Text image machine translation (TIMT) has been widely used in various real-world applications, which translates source language texts in images into another target language sentence. Existing methods on TIMT are mainly divided into two categories: the recognition-then-translation pipeline model and the end-to-end model. However, how to transfer knowledge from the pipeline model into the end-to-end model remains an unsolved problem. In this paper, we propose a novel Multi-Teacher Knowledge Distillation (MTKD) method to effectively distillate knowledge into the end-to-end TIMT model from the pipeline model. Specifically, three teachers are utilized to improve the performance of the end-to-end TIMT model. The image encoder in the end-to-end TIMT model is optimized with the knowledge distillation guidance from the recognition teacher encoder, while the sequential encoder and decoder are improved by transferring knowledge from the translation sequential and decoder teacher models. Furthermore, both token and sentence-level knowledge distillations are incorporated to better boost the translation performance. Extensive experimental results show that our proposed MTKD effectively improves the text image translation performance and outperforms existing end-to-end and pipeline models with fewer parameters and less decoding time, illustrating that MTKD can take advantage of both pipeline and end-to-end models.
Benefit from the quick development of deep learning techniques, salient object detection has achieved remarkable progresses recently. However, there still exists following two major challenges that hinder its application in embedded devices, low resolution output and heavy model weight. To this end, this paper presents an accurate yet compact deep network for efficient salient object detection.

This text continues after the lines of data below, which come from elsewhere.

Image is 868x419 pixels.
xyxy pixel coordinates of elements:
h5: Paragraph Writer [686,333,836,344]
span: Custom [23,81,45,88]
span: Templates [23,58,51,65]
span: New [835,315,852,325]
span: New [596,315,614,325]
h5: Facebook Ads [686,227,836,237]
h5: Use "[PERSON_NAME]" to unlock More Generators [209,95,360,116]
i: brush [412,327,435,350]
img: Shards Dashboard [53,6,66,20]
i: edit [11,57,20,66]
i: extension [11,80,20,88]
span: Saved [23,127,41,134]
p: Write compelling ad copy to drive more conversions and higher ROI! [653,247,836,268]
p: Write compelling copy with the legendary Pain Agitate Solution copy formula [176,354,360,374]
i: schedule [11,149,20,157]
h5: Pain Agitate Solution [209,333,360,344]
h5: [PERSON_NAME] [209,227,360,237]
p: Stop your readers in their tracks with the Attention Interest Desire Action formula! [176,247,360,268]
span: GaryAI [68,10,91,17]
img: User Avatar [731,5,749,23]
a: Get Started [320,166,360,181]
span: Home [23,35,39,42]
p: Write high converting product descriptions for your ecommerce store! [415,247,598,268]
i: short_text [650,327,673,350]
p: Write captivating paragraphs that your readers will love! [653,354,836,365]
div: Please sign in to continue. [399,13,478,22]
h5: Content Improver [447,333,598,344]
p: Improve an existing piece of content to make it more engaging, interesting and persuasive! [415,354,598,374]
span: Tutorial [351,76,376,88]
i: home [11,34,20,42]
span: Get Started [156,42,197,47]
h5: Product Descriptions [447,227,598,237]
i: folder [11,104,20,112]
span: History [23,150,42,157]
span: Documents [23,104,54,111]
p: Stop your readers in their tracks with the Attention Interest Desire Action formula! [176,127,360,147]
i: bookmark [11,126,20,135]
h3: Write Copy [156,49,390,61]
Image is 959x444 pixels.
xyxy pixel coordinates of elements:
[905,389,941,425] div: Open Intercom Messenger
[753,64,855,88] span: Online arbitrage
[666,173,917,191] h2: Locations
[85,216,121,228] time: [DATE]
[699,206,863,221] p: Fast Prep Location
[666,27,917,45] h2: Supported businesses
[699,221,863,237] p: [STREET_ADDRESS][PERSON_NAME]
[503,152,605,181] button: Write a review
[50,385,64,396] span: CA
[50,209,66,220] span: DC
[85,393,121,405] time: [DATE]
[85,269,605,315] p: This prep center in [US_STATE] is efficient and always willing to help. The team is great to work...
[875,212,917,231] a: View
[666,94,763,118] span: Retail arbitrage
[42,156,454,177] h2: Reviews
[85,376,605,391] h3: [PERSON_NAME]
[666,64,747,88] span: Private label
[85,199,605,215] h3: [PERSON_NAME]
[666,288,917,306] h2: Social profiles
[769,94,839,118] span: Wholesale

More specifically, given a coarse saliency prediction in the deepest layer, we first employ residual learning to learn side-output residual features for saliency refinement, which can be achieved with very limited convolutional parameters while keep accuracy. Secondly, we further propose reverse attention to guide such side-output residual learning in a top-down manner. By erasing the current predicted salient regions from side-output features, the network can eventually explore the missing object parts and details which results in high resolution and accuracy. Experiments on six benchmark datasets demonstrate that the proposed approach compares favorably against state-of-the-art methods, and with advantages in terms of simplicity, efficiency (45 FPS) and model size (81 MB).